Brahmans who are notoriously careful in their ritual ob- servances. The only occasion on which the Nambutiri Brahmans of Malabar eat meat is when, as part of a solemn rite on recovery after sickness, they eat the flesh of a sacrificed goat.^^ The Deshasth Brahmans of the Deccan are ordinarily vegetarians, except when, at long intervals, they eat the residue of a goat offered in sacri- fice.^*'*^ In these cases the goat has probably replaced the older cow victim. In Mysore and other parts of India high-caste Hindus seldom eat animal food except that of victims offered in sacrificc^'^^ The Kolis, a low Punjab tribe, do not touch beef, but they gladly eat the flesh of a buffalo which has been offered to one of the goddesses.^*'^ In Bengal goats and sheep sacrificed in immense numbers to the goddess Durga are eaten by Brahmans.^^^ A modern Hindu, who protests strongly against such practices, writes: " In these later ages, when degeneracy has made rapid strides amongst the people of the country, the original intention of the founder of the institution [of sacrifice] being lost sight of, a perverted taste has given it an essentially sensual character. Instead of offering sacrifice from purely religious motives, it is now made for the grati- fication of carnivorous appetite." '^^^

We thus arrive at the conclusion that the eating of the " sacred " flesh is an act of ritual, a form of the communal sacrifice. I proceed to suggest an explanation of the modern fanatical veneration of the cow.

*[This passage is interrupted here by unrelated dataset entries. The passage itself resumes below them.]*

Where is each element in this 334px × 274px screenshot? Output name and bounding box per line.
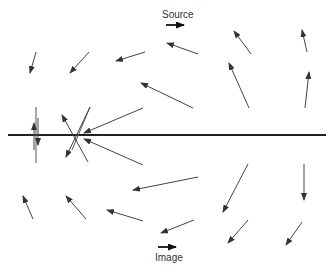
field-arrow-top-left-1: [30, 52, 36, 73]
field-arrow-near-line-upper: [84, 108, 143, 133]
field-arrow-bottom-right-1: [228, 220, 248, 243]
field-arrow-top-mid-2: [167, 43, 198, 54]
field-arrow-mid-3: [305, 72, 309, 108]
field-arrow-top-right-1: [234, 31, 251, 54]
field-arrow-low-mid-2: [223, 164, 248, 212]
image-label: Image: [155, 252, 183, 263]
field-arrow-top-right-2: [302, 30, 307, 52]
field-arrow-bottom-left-1: [23, 196, 33, 219]
source-label: Source: [162, 9, 194, 20]
field-arrow-near-line-lower: [84, 139, 143, 165]
field-arrow-top-mid-1: [116, 52, 145, 61]
field-arrow-bottom-mid-2: [161, 220, 194, 233]
field-arrow-mid-1: [141, 83, 193, 108]
field-arrow-mid-2: [229, 63, 249, 108]
field-arrow-bottom-right-2: [286, 222, 302, 245]
field-arrow-low-mid-1: [133, 177, 198, 190]
field-arrow-bottom-left-2: [66, 196, 86, 219]
field-arrow-top-left-2: [70, 52, 89, 73]
field-diagram: [0, 0, 334, 274]
field-arrow-bottom-mid-1: [107, 210, 143, 221]
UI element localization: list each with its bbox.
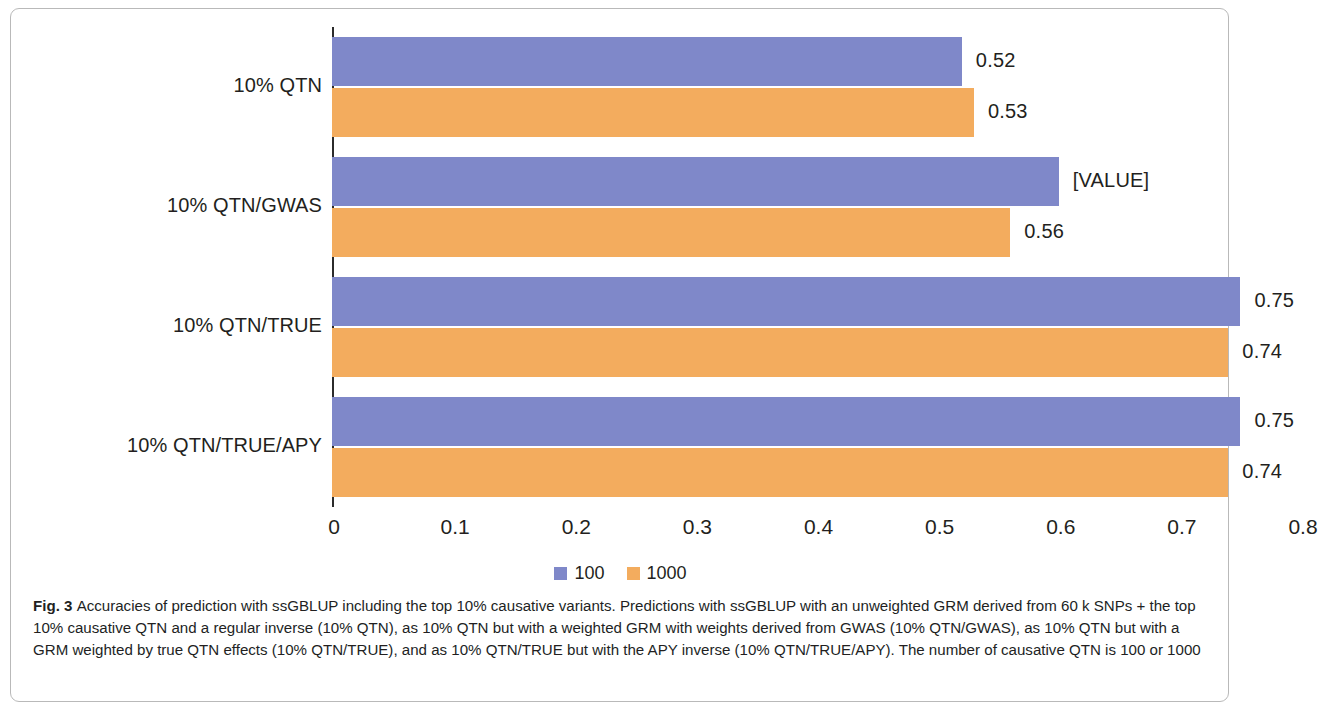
bar-value-label-100-3: 0.75 <box>1254 289 1294 312</box>
bar-value-label-1000-2: 0.56 <box>1024 220 1064 243</box>
legend-swatch-1000 <box>627 567 640 580</box>
x-tick-label-0: 0 <box>328 515 340 539</box>
category-label-2: 10% QTN/GWAS <box>167 194 322 217</box>
bar-value-label-100-2: [VALUE] <box>1073 169 1150 192</box>
x-tick-label-6: 0.6 <box>1046 515 1075 539</box>
chart-area: 10% QTN10% QTN/GWAS10% QTN/TRUE10% QTN/T… <box>11 9 1230 589</box>
x-tick-label-3: 0.3 <box>683 515 712 539</box>
caption-text: Accuracies of prediction with ssGBLUP in… <box>33 597 1201 658</box>
figure-frame: 10% QTN10% QTN/GWAS10% QTN/TRUE10% QTN/T… <box>10 8 1229 702</box>
plot-area: 0.520.53[VALUE]0.560.750.740.750.74 <box>332 27 1122 507</box>
value-axis-tick-labels: 00.10.20.30.40.50.60.70.8 <box>332 507 1132 547</box>
category-label-4: 10% QTN/TRUE/APY <box>127 434 322 457</box>
bar-value-label-1000-1: 0.53 <box>988 100 1028 123</box>
category-axis-labels: 10% QTN10% QTN/GWAS10% QTN/TRUE10% QTN/T… <box>41 27 322 507</box>
x-tick-label-1: 0.1 <box>441 515 470 539</box>
bar-1000-2 <box>332 208 1010 257</box>
bar-1000-4 <box>332 448 1228 497</box>
bar-100-3 <box>332 277 1240 326</box>
x-tick-label-2: 0.2 <box>562 515 591 539</box>
x-tick-label-5: 0.5 <box>925 515 954 539</box>
bar-value-label-1000-4: 0.74 <box>1242 460 1282 483</box>
legend-label-100: 100 <box>574 563 604 584</box>
x-tick-label-4: 0.4 <box>804 515 833 539</box>
chart-legend: 1001000 <box>11 558 1230 588</box>
figure-number: Fig. 3 <box>33 597 72 614</box>
bar-100-2 <box>332 157 1059 206</box>
bar-100-1 <box>332 37 962 86</box>
bar-value-label-1000-3: 0.74 <box>1242 340 1282 363</box>
x-tick-label-7: 0.7 <box>1167 515 1196 539</box>
legend-label-1000: 1000 <box>647 563 687 584</box>
bar-100-4 <box>332 397 1240 446</box>
legend-entry-100[interactable]: 100 <box>554 563 604 584</box>
bar-1000-1 <box>332 88 974 137</box>
figure-caption: Fig. 3 Accuracies of prediction with ssG… <box>33 595 1213 662</box>
category-label-1: 10% QTN <box>233 74 322 97</box>
bar-value-label-100-4: 0.75 <box>1254 409 1294 432</box>
category-label-3: 10% QTN/TRUE <box>173 314 322 337</box>
bar-value-label-100-1: 0.52 <box>976 49 1016 72</box>
x-tick-label-8: 0.8 <box>1288 515 1317 539</box>
legend-swatch-100 <box>554 567 567 580</box>
legend-entry-1000[interactable]: 1000 <box>627 563 687 584</box>
bar-1000-3 <box>332 328 1228 377</box>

"^Thurston, op. cit., vol. v., p. 235. '^^'^ Gazetteer of the Bombay Presidency, vol. xvii., p. 51.

^"1 F. Buchanan, A Journey from Madras through the Countries of Mysore, Canara, and Malabar, vol. iii., p. 107.

i^^H. A. Rose, op. cit., vol. ii., p. 554.

103 YV. Ward, A VirM of the History, Literature, and Religion of the Hindoos (2nd ed.), vol. ii. , pp. 11 1-4.

i^^Shib Chunder Bose, The Hindoos as they are, pp. 104-5; cf. W. R. Smith, op. cit., p. 354.